On the technical side, they are painstakingly created using models, miniatures, and lots of modelling clay. Every so often Aardman branches out into other things, like tall tales of wandering chickens. You can spot one of their productions miles off, it's a very distinctive look.
Copyright © 2024 Wallace & Gromit Ltd
Taken from a BBC broadcast.
Copyright © 2024 Wallace & Gromit Ltd
Taken from a BBC broadcast.
Copyright © 2024 Wallace & Gromit Ltd
Taken from a BBC broadcast.
Copyright © 2024 Wallace & Gromit Ltd
Taken from a BBC broadcast.
From that point on, all the penguin needs to do is access the Norbot's core programming and change its default "GOOD" behavior to "EVIL".
I have half-arsedly pasted together two screenshots to show the available Norbot options.
Copyright © 2024 Wallace & Gromit Ltd
Composite of two shots from a BBC broadcast.
Wallace exhonerated? Please, this one is entirely on him.
AI is anything but intelligent
You'll also have been living under a rock if you weren't aware that pretty much every politician that people actually know the names of has been wanking over the awesomeness ejactulating from the promise that is Artificial Intellogence.
By that, they mean the LLM nonsense that is all the rage and is getting stuffed into everything whether or not anybody actually wants it.
So, not, I don't think the EU AI Act will be taken at all seriously, not when there's money to be made.
The proto-pumpkins.
The proto-nurses - you can see what I mean about the hats.

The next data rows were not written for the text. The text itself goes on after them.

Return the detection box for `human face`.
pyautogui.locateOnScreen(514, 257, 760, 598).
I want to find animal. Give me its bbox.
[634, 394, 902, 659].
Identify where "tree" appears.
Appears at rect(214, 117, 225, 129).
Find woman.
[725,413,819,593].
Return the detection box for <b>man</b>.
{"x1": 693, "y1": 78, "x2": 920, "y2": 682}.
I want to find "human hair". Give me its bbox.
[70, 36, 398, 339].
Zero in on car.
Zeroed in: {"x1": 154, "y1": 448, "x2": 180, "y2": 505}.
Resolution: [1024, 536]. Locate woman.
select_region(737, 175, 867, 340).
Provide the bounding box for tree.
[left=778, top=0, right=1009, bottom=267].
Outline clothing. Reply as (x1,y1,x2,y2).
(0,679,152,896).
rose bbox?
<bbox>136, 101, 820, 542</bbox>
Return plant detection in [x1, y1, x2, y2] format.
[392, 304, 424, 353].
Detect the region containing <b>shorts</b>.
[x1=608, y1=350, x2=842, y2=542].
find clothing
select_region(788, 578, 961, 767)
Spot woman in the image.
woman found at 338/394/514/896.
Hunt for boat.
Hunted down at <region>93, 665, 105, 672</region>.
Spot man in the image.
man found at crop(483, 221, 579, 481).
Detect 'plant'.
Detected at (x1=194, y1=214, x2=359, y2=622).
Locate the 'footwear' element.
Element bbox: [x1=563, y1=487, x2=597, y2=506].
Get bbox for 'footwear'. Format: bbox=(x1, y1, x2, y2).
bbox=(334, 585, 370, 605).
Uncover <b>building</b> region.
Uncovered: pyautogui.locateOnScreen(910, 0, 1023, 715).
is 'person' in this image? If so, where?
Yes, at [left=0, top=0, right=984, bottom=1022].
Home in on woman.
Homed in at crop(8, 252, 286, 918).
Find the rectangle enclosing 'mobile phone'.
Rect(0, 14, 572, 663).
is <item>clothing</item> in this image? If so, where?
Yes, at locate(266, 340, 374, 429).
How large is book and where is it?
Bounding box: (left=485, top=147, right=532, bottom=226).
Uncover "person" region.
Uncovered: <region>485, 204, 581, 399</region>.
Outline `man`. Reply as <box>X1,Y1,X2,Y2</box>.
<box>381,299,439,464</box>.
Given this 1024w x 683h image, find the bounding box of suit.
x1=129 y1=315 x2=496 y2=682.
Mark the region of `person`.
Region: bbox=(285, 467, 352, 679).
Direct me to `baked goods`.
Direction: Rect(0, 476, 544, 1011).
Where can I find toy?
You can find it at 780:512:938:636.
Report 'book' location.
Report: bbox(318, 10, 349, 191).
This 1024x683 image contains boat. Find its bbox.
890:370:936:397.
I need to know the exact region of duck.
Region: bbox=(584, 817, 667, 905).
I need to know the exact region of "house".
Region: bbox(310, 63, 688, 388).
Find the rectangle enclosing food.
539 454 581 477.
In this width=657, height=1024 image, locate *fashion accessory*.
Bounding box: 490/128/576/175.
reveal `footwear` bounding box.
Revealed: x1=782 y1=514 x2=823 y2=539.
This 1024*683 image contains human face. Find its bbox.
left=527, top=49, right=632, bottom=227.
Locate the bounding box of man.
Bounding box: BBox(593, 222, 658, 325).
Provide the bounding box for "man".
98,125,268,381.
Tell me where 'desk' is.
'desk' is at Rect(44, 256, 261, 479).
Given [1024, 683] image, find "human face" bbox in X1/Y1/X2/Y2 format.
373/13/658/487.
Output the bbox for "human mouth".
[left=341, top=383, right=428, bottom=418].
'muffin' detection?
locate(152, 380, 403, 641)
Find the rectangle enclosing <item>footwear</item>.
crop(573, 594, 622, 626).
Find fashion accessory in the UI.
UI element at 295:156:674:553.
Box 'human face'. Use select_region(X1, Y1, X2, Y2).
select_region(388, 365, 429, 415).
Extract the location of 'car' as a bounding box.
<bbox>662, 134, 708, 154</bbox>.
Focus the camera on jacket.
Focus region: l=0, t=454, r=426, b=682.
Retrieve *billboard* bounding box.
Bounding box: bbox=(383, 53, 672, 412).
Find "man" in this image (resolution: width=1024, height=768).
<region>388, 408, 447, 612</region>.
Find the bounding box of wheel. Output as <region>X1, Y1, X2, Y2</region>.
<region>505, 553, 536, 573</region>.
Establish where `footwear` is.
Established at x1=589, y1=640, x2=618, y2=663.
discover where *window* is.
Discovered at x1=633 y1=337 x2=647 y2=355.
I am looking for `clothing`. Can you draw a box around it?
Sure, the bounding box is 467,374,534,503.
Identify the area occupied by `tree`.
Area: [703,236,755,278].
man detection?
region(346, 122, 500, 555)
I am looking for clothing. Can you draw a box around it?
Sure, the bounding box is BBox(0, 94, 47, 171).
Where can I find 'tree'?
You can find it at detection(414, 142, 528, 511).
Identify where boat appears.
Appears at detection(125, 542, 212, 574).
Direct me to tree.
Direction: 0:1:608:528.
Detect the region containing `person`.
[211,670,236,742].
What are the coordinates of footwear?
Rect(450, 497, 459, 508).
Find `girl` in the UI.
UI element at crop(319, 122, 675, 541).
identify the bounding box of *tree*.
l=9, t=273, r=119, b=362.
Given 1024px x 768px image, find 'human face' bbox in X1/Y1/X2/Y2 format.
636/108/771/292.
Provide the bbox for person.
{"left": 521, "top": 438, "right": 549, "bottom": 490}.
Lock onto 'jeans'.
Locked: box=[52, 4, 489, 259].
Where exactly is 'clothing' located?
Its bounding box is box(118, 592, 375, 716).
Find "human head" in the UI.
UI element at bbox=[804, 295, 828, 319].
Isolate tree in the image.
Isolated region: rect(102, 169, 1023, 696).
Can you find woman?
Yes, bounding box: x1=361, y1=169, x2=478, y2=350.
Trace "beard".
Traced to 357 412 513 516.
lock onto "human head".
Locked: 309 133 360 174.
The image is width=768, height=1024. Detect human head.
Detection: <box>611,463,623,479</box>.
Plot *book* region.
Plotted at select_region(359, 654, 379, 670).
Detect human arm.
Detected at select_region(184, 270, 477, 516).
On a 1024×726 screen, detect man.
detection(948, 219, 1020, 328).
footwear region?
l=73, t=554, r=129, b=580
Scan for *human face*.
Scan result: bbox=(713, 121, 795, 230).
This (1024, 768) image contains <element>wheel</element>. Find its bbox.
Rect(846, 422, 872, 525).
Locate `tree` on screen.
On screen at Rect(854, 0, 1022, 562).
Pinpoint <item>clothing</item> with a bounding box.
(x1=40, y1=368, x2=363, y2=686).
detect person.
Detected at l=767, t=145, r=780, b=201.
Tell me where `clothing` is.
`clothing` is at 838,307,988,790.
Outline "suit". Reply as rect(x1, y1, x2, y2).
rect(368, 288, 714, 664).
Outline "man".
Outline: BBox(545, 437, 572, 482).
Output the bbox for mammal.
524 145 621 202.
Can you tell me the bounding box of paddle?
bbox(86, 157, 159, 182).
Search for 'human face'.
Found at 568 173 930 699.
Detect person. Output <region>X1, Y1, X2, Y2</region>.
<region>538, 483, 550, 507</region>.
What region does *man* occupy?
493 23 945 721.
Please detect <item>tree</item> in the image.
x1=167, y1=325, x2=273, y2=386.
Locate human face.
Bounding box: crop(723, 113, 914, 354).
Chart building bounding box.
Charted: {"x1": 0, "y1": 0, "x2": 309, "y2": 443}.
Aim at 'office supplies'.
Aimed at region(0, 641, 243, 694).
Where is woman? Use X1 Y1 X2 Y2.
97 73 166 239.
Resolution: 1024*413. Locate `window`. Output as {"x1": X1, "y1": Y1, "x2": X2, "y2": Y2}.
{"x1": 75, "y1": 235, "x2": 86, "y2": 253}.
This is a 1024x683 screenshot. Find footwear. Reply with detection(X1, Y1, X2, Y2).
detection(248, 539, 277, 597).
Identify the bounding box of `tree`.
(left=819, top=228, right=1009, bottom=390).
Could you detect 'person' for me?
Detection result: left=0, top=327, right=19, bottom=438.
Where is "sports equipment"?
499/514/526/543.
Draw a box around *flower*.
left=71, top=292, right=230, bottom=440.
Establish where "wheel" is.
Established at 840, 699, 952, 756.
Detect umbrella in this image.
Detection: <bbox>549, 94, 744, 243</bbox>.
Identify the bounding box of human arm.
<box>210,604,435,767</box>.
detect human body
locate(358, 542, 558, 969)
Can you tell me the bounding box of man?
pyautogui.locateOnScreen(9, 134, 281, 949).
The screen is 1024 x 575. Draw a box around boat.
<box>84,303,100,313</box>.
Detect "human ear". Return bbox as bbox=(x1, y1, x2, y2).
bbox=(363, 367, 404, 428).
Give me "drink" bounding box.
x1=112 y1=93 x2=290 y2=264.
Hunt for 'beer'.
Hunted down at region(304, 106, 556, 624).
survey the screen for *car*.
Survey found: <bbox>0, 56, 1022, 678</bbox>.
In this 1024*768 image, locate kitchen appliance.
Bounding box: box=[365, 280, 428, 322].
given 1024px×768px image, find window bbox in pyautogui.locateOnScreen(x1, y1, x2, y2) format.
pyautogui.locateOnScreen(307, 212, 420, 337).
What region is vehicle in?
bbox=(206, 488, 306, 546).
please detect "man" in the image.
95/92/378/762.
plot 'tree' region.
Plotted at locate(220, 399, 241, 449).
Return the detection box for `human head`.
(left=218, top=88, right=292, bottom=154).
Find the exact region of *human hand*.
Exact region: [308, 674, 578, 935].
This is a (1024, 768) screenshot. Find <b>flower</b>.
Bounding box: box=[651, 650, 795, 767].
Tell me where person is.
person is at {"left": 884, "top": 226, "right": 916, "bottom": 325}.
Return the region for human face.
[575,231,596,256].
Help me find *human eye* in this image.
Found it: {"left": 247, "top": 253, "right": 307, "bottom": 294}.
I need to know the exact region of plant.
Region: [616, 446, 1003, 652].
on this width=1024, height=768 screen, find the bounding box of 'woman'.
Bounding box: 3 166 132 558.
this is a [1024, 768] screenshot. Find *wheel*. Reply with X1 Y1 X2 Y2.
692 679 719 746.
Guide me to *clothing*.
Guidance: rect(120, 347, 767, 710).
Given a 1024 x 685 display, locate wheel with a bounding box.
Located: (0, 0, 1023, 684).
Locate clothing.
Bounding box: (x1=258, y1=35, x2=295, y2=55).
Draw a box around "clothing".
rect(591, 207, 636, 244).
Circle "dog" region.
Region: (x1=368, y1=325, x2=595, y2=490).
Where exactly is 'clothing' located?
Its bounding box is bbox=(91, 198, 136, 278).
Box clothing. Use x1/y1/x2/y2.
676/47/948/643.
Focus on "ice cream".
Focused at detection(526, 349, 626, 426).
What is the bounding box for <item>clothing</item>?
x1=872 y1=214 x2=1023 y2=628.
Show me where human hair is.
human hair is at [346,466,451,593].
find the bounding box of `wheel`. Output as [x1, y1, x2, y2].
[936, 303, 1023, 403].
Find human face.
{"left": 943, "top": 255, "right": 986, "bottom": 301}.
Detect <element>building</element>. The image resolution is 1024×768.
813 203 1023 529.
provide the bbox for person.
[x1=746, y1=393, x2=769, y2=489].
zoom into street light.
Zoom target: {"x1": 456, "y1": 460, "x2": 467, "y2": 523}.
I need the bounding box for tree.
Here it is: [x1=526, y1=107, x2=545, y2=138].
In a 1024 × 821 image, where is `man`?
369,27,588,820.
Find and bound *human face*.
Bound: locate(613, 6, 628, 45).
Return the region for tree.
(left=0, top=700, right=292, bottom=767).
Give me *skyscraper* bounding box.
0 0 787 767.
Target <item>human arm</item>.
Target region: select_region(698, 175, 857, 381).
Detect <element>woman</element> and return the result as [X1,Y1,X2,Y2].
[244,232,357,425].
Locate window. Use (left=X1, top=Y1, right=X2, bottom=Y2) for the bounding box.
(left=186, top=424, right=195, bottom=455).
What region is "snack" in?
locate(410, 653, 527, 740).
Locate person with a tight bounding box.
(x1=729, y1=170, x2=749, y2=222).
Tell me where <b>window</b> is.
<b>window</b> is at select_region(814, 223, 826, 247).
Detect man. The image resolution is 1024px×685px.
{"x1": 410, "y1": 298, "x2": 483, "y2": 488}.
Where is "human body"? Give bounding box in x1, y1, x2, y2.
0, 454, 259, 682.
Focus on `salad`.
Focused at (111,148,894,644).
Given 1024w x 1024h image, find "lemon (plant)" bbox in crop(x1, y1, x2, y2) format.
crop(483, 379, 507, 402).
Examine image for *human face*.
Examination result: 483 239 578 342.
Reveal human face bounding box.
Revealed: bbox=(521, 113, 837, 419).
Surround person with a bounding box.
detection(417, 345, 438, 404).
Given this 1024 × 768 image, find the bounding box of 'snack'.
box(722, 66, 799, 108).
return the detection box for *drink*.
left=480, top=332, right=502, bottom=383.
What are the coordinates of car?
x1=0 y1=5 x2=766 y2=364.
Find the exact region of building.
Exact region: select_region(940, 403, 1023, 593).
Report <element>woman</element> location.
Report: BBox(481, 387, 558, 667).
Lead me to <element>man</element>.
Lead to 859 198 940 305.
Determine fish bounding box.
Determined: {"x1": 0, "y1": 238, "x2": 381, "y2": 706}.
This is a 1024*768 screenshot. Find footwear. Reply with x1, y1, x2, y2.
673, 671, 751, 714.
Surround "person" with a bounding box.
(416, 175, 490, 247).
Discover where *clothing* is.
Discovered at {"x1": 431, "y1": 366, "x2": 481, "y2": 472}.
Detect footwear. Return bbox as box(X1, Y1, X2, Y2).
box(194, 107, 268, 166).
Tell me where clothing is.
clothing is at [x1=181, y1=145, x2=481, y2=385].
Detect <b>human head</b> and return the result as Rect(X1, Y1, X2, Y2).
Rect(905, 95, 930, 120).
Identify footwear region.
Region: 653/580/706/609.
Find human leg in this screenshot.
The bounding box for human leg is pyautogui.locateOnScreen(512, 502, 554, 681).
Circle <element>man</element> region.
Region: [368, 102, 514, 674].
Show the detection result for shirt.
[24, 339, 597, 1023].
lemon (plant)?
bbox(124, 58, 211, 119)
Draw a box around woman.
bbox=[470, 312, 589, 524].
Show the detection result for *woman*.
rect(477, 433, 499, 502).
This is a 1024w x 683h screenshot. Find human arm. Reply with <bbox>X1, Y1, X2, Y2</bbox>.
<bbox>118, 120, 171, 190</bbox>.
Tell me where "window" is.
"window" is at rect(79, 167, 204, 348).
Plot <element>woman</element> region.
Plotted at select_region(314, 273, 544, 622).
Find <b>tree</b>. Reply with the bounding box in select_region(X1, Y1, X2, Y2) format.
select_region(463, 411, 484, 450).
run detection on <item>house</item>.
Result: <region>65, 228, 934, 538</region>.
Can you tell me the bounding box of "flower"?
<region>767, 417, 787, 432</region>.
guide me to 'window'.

Then: A claymation man like Wallace, only he is a Bond villain in a vast secret underground lair. That's the one on the right.
This...just isn't right.
Not somebody to meet down a dark alley.
Don't think I'm complaining, I think it's great that I can start an app on my phone and get it to generate a selection of artwork based upon whatever weird ideas cross my mind. Sure, the resolution isn't amazing and I'm stuck with 1:1 or 4:5 aspect rather than 16:9 or 4:3 (though I do crop to better fit when I can), but I can't complain, it's not like I'm paying for this.
Anyway, the problem isn't one of CreArt in particular, it is one of AI in general - the fact that LLMs, given some input, don't necessary understand what was being asked, invent a lot of details that may or may not be correct, and will assure you of the verity of this made up stuff. This turns up more in the likes of ChatGPT, but you can see from the above that it was like "lasers" "eyes" and completely ignored that it was the sharks being discussed. And, of course, if you've noticed the recent "Summary" nonsense that has started to blight both Google results and Amazon's customer reviews, you'll know that these summaries are... best ignored.
Bonus Brownie Points if you can name the movie this references.
Frank, 24th January 2025, 21:49 Reminds me of Kubrick's Dr. Strangelove.Rick, 24th January 2025, 22:29 🎉 We have a winner! 🏆jgh, 25th January 2025, 03:39 I think Wallace just bought an off-the-shelf plug-in A-Pi controller and never disabled the default options.